I'm trying to implement some features on an MQTT client in Java with Eclipse Paho. The target is to subscribe to a topic and when a message is received, the client send another message on another topic.
This looks very easy, but I have a weird problem I can't solve. Here is my code :
import org.eclipse.paho.client.mqttv3.IMqttDeliveryToken;
import org.eclipse.paho.client.mqttv3.IMqttToken;
import org.eclipse.paho.client.mqttv3.MqttCallback;
import org.eclipse.paho.client.mqttv3.MqttConnectOptions;
import org.eclipse.paho.client.mqttv3.MqttException;
import org.eclipse.paho.client.mqttv3.MqttMessage;
import org.eclipse.paho.client.mqttv3.MqttClient;
import org.eclipse.paho.client.mqttv3.persist.MemoryPersistence;
public class MqttOperations implements MqttCallback {
MqttClient sampleClient;
MqttConnectOptions connOpts;
public MqttOperations() {
}
public static void main(String[] args) throws InterruptedException {
new MqttOperations().launchMqttClient();
}
public void launchMqttClient() throws InterruptedException {
try {
MemoryPersistence persistence = new MemoryPersistence();
sampleClient = new MqttClient("tcp://broker.mqttdashboard.com:1883", "iamaclient", persistence);
connOpts = new MqttConnectOptions();
connOpts.setCleanSession(true);
sampleClient.connect(connOpts);
sampleClient.subscribe("topic/example/ofmessage");
sampleClient.setCallback(this);
} catch(MqttException me) {
System.out.println("reason "+me.getReasonCode());
System.out.println("msg "+me.getMessage());
System.out.println("loc "+me.getLocalizedMessage());
System.out.println("cause "+me.getCause());
System.out.println("excep "+me);
me.printStackTrace();
}
}
@Override
public void connectionLost(Throwable cause) {
// TODO Auto-generated method stub
}
@Override
public void messageArrived(String topic, MqttMessage message) throws MqttException
{
System.out.println("Received: " + message.toString());
try{
System.out.println("Publishing message: i am the answer");
MqttMessage ans = new MqttMessage("i am the answer".getBytes());
ans.setQos(2);
sampleClient.publish("topic/example/ofanswer", ans);
System.out.println("Message published");
}catch(MqttException me){
System.out.println("reason "+me.getReasonCode());
System.out.println("msg "+me.getMessage());
System.out.println("loc "+me.getLocalizedMessage());
System.out.println("cause "+me.getCause());
System.out.println("excep "+me);
me.printStackTrace();
}
}
@Override
public void deliveryComplete(IMqttDeliveryToken token) {
}
}
The thing is, this program works only once.

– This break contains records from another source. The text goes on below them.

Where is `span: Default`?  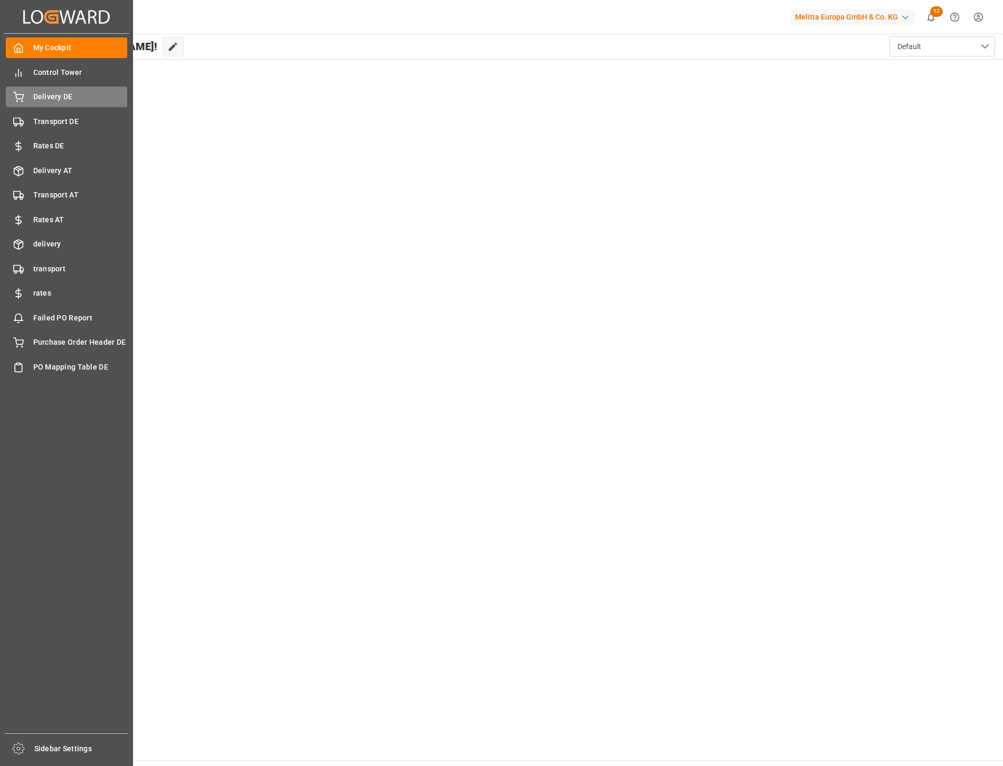 span: Default is located at coordinates (909, 46). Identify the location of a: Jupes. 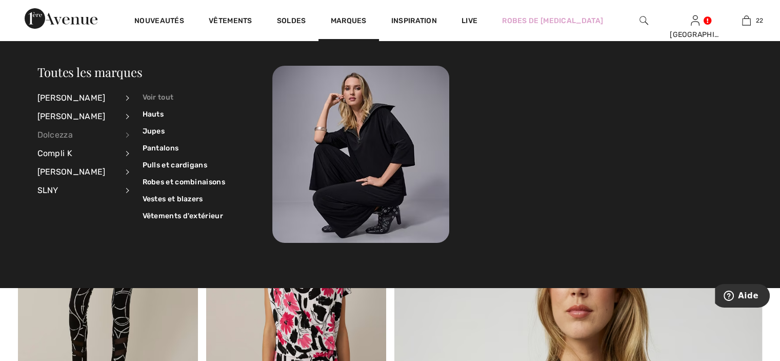
(184, 131).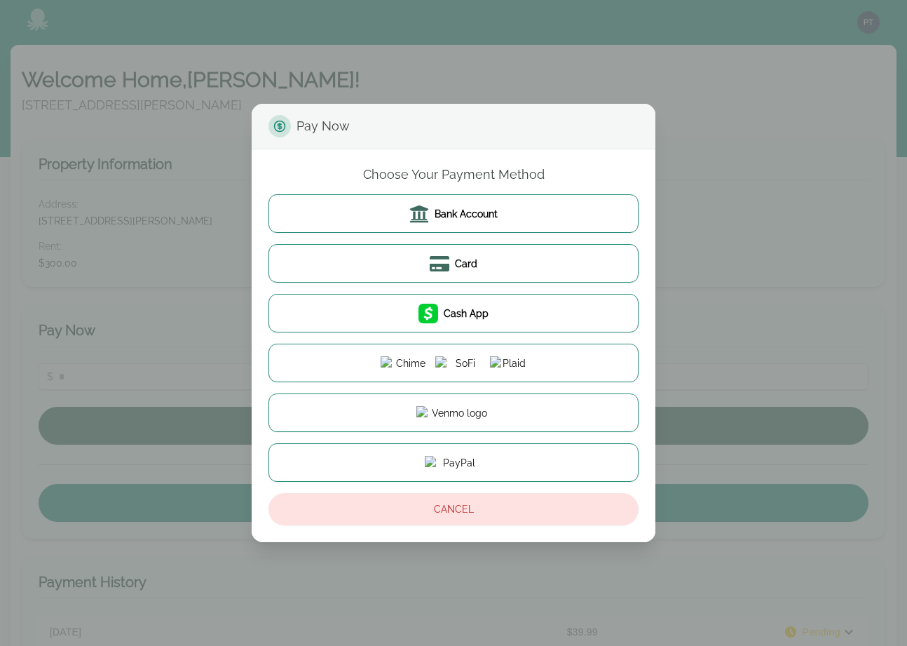 The image size is (907, 646). Describe the element at coordinates (454, 213) in the screenshot. I see `button: Bank Account` at that location.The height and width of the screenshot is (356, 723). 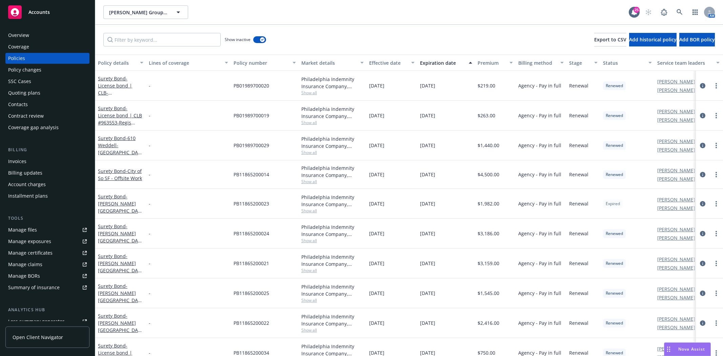 What do you see at coordinates (688, 349) in the screenshot?
I see `button: Nova Assist` at bounding box center [688, 349].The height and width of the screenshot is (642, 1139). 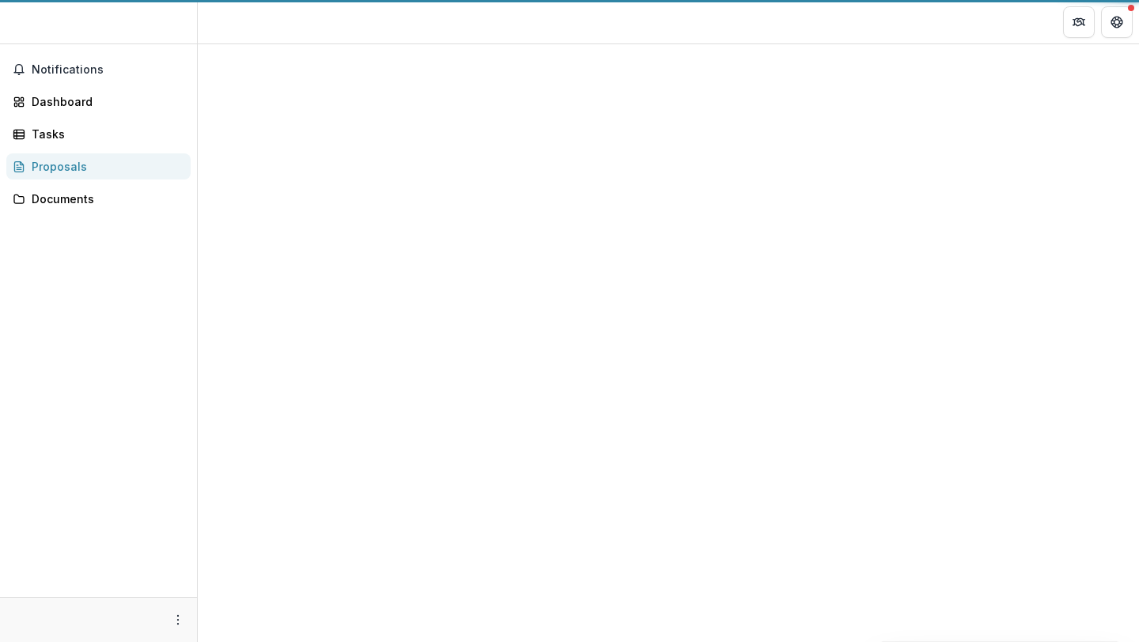 I want to click on div: Documents, so click(x=104, y=198).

When the message is received, the answer to this message is sent, but it appears that the message "message published" is never displayed on the screen, and the client doesn't receive any other messages.
I have this impression that the line sampleClient.publish("topic/example/ofanswer", ans);
never finishes its execution.
Does anyone know how it comes and how to solve my problem please?

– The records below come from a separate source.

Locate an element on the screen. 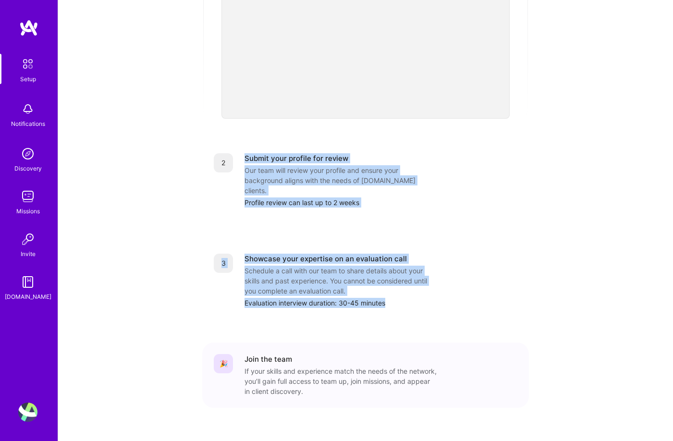  a: User Avatar is located at coordinates (28, 412).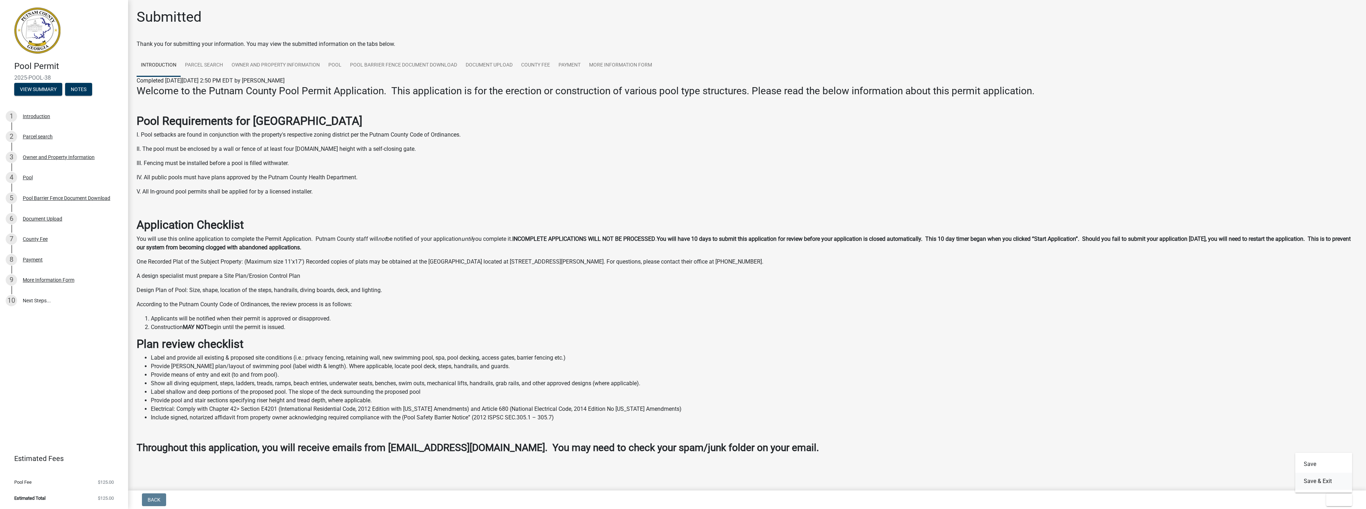 This screenshot has width=1366, height=509. Describe the element at coordinates (747, 44) in the screenshot. I see `div: Thank you for submitting your information. You may view the submitted information on the tabs below.` at that location.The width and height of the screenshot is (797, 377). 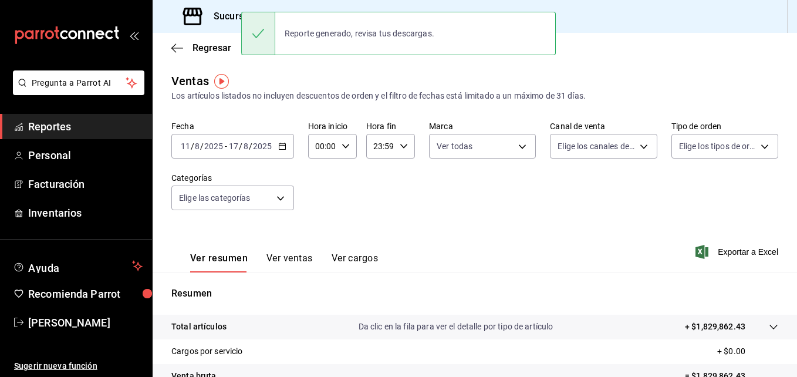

I had a similar problem today. When I read an other question with two connections I got it: You need two MqttClient instances. One for publishing and one for subscribing. Unfortunately I found no documentation for that fact.
By the way. In my first implementation with two clients, I gave them the same ids (logically it should be the same connection). But the second connection disconnects the first one. When I started to use two different ids, it starts to work.
Dominik Obermaier is right: the problem is that you block in messageArrived. Specifically, MqttClient.publish waits until a notice of delivery for the message has been received - but the MqttClient work thread never gets to retrieve it, because it's sitting waiting for the very notice in messageArrived!
The two-clients solution works because the other client's work thread is free to retrieve the notice from the socket, but the proper solution is to either publish with QoS 0 from within messageArrived (as QoS 0 messages need no confirmation of delivery) or use an API that does not wait for the message to be delivered, such as MqttTopic.publish.